Note to John Swofford: they have far more violent sports than football over in Ireland. You're not impressing them, and you're certainly not impressing them with a 17-13 Georgia Tech-Boston College slap fight.
That being said, let's dig deeper into the other games. Most were typical early season creampuff feasts. I mean, kudos to Duke for maintaining its cross-town rivalry with NC Central and supporting a neighboring program, but honestly, a slate of opponents that includes William and Mary, Colgate, Tulane, Villanova and Richmond isn't a football slate, it's a road trip for Junior to check out places where he's going to get faced for four years and come out with a massive debt and a degree in Literature.
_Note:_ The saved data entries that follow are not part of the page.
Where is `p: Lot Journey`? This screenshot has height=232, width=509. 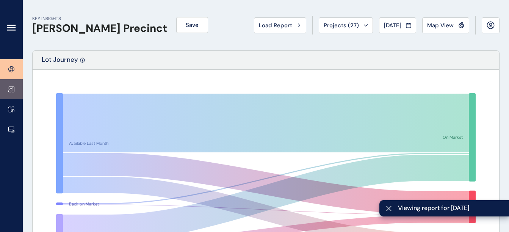
p: Lot Journey is located at coordinates (60, 62).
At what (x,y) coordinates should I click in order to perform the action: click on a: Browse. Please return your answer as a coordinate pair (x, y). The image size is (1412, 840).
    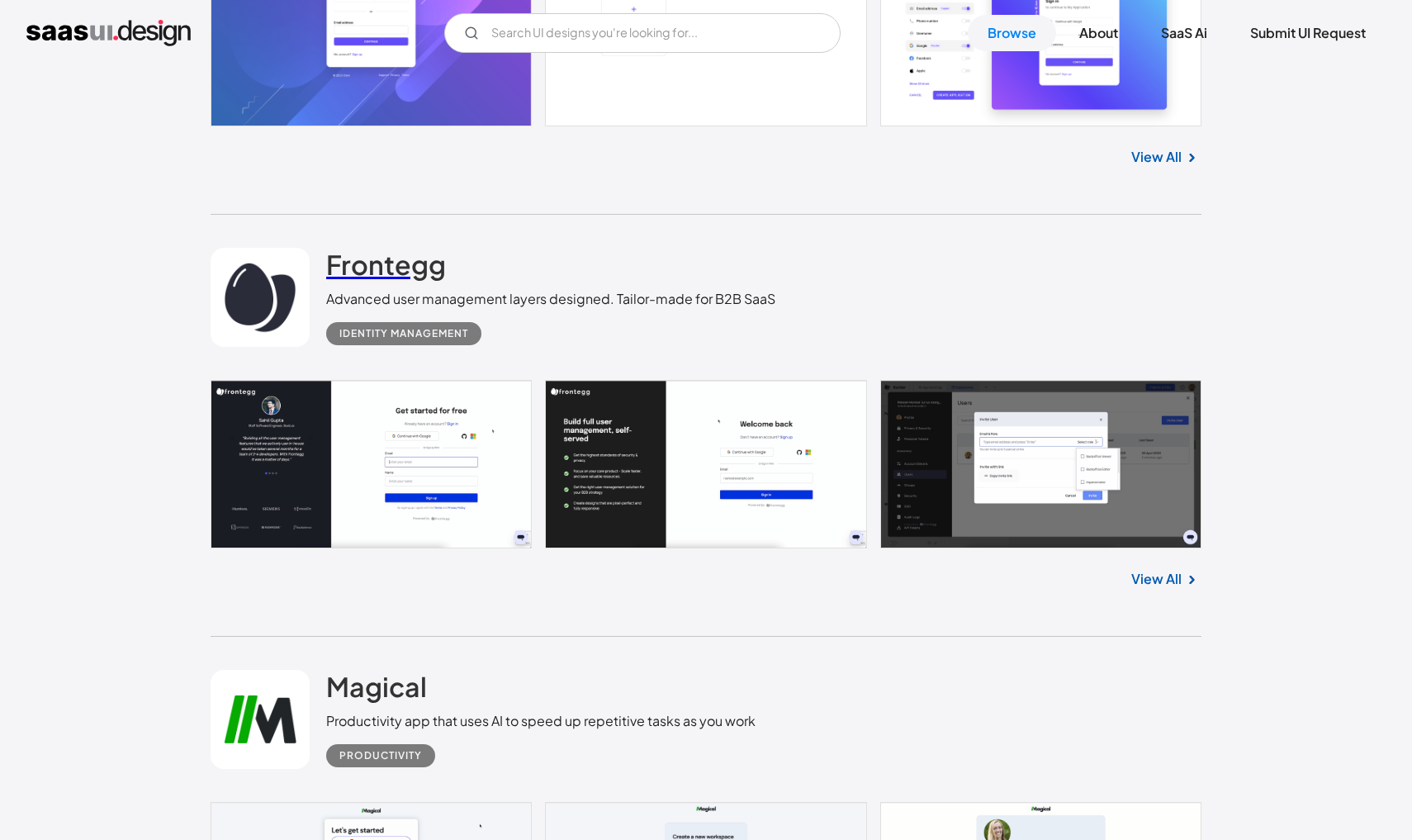
    Looking at the image, I should click on (1012, 33).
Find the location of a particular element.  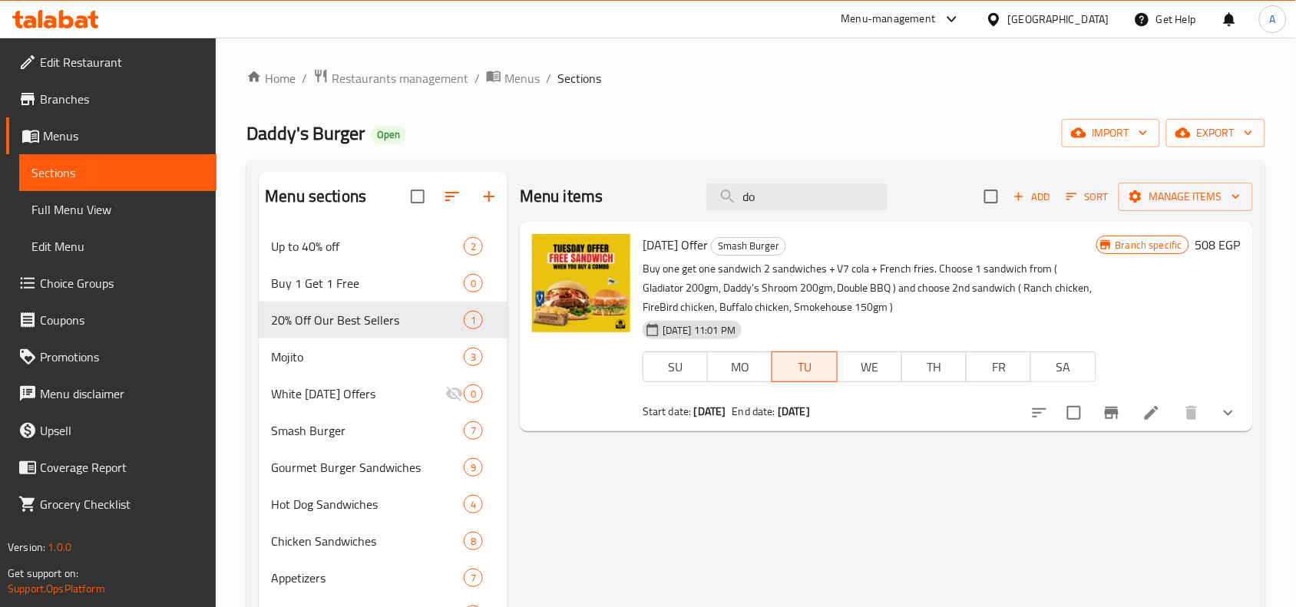

button: Sort is located at coordinates (1087, 197).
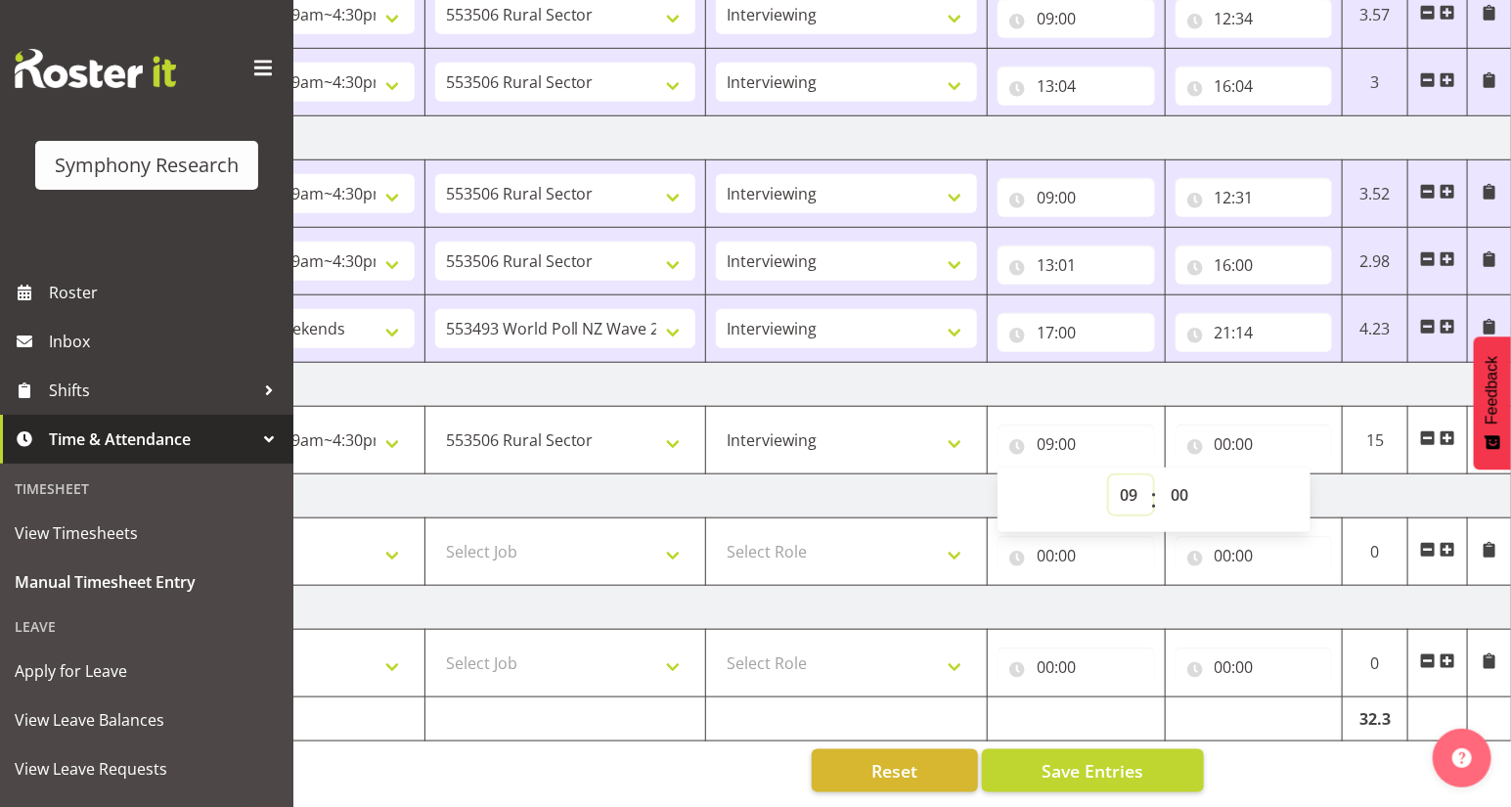 The image size is (1511, 807). I want to click on div: Leave, so click(147, 626).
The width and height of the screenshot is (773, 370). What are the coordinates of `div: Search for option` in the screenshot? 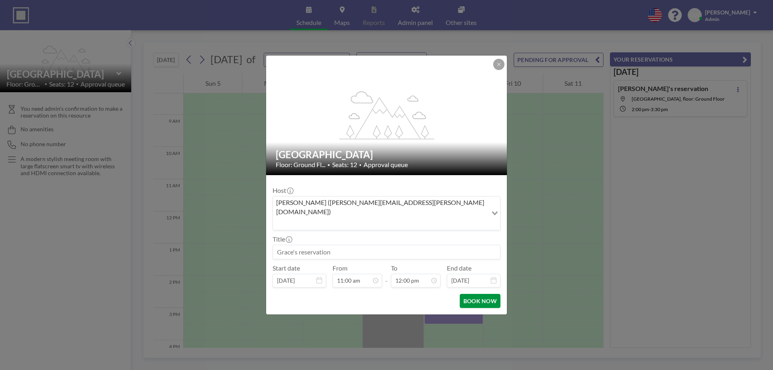 It's located at (386, 213).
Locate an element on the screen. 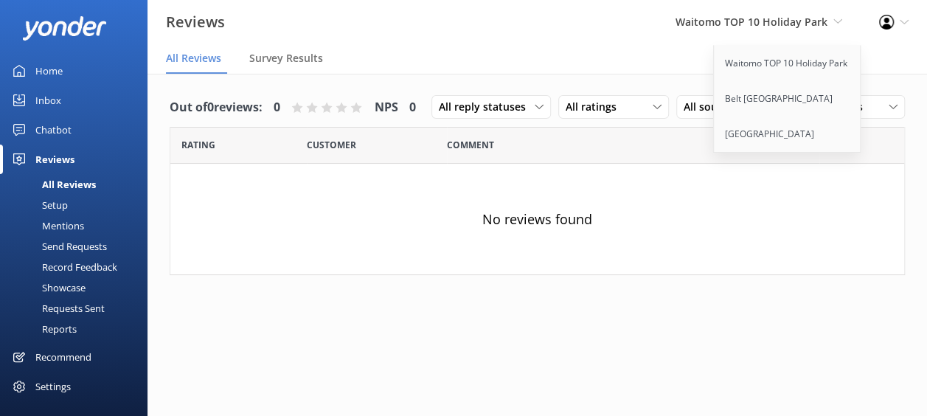 The height and width of the screenshot is (416, 927). span: All reply statuses is located at coordinates (487, 107).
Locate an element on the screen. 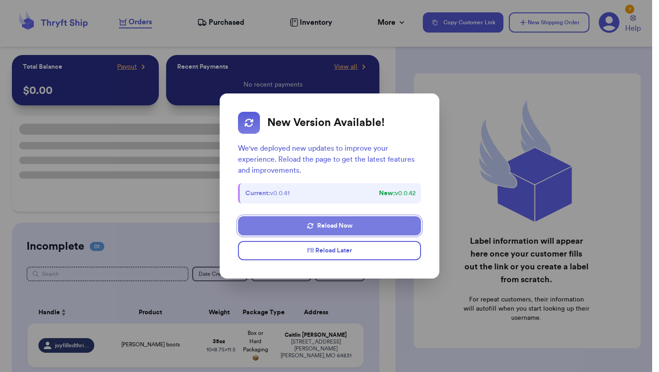  strong: Current: is located at coordinates (258, 193).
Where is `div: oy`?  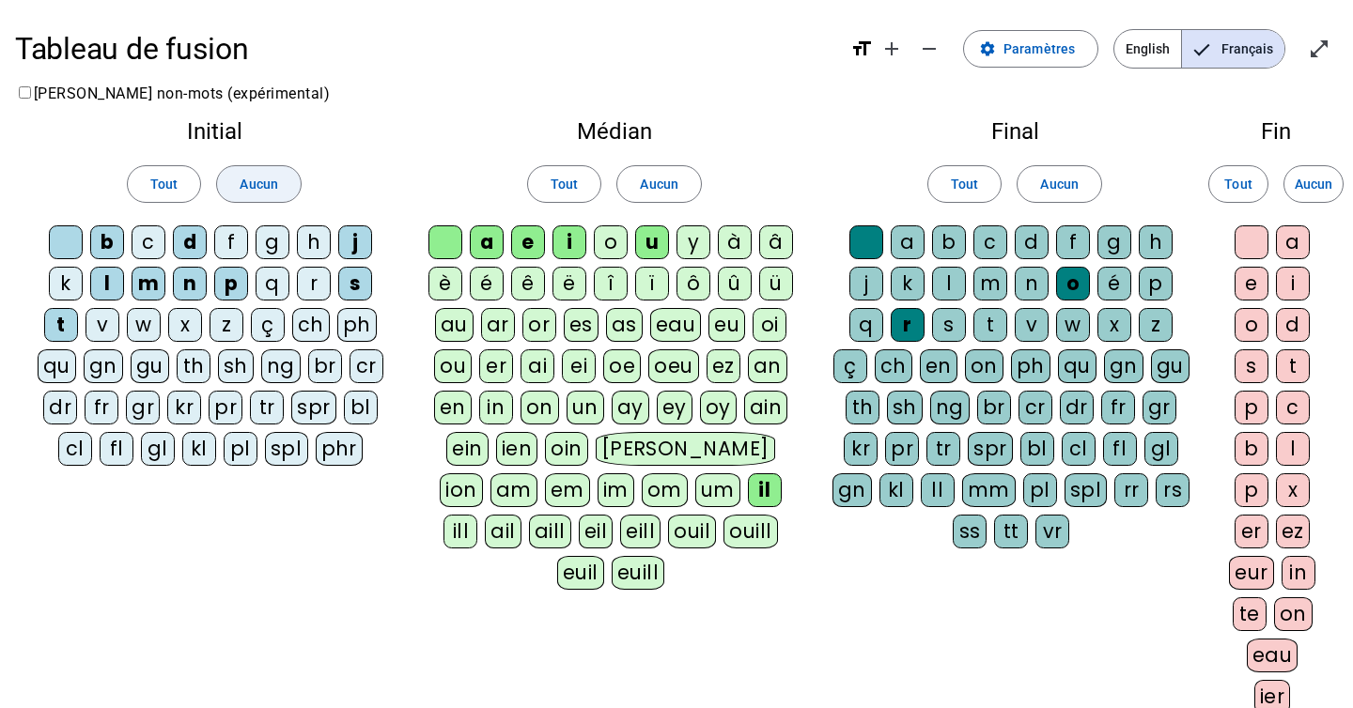
div: oy is located at coordinates (718, 408).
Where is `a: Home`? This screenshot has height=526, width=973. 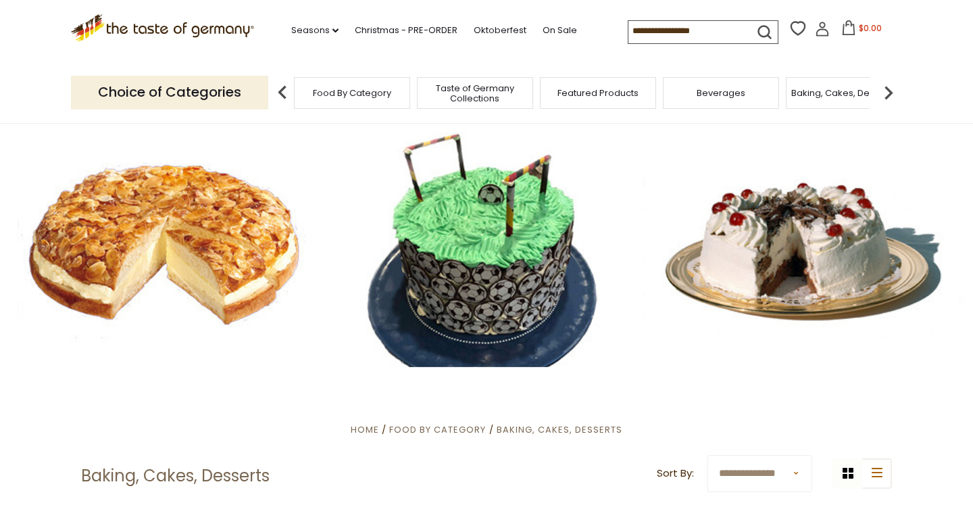 a: Home is located at coordinates (365, 429).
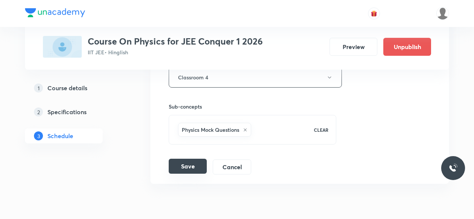  I want to click on button: avatar, so click(374, 13).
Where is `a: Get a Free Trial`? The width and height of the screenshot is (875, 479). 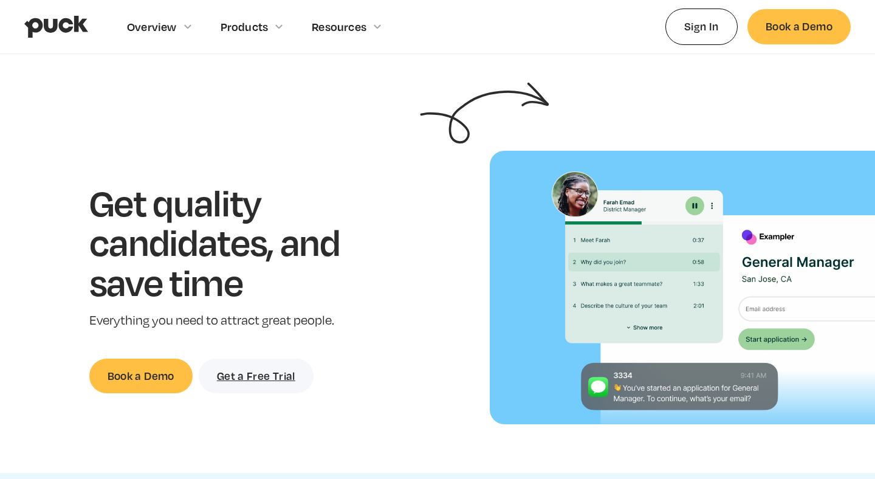 a: Get a Free Trial is located at coordinates (256, 376).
Wait. Did I mention that Richmond won? Oh, UVA. Never change.
(And Wake Forest, you're on notice. Only 7-3 over Tulane, the team the ACC annually passes around in the early season like a bong at a Phish tribute band concert? Not a good look.)
Full props, then, to UNC, Florida State and Auburn for taking on high-end opponents while the rest of the conference was munching on the equivalent of Biscuits'n'Gravy Lays. Of those three, Florida State presents the most interesting case. They were getting shoved all the field by Ole Miss for the first half, woke up in the third quarter when seemingly the entire Mississippi secondary got injured simultaneously, and then held on against a last-ditch comeback effort It's a quality win, but one is left wondering what would have happened if the Ole Miss team that started the game on the field was the same one that finished it.
Clemson, for its part, refused to Clemson and instead squeaked past Auburn. Exactly how good a win this is remains to be seen; the SEC as a whole had kind of a bad weekend, and if Auburn stumbles its way to something 4-8ish, a 6 point win is going to look less like a resume bullet and more like a close call against inferior competition.
And then there's UNC, playing Georgia. Every year UNC does this, every year the local media gets excited about how the Heels can make a statement in their opening game against a strong non-conference opponent, and seemingly every year they lay an egg. Last year, they flopped against a South Carolina team that was so bad Steve Spurrier quit mid-season rather than coach it a minute longer. This year, they played Georgia, and we've all seen this movie before.
Oh, and "we're not a member except we're totally a member except we're not sharing any television revenue with you" semi-conference-member Notre Dame handed Charlie Strong not only the game, but his first national ranking at Texas. Well done.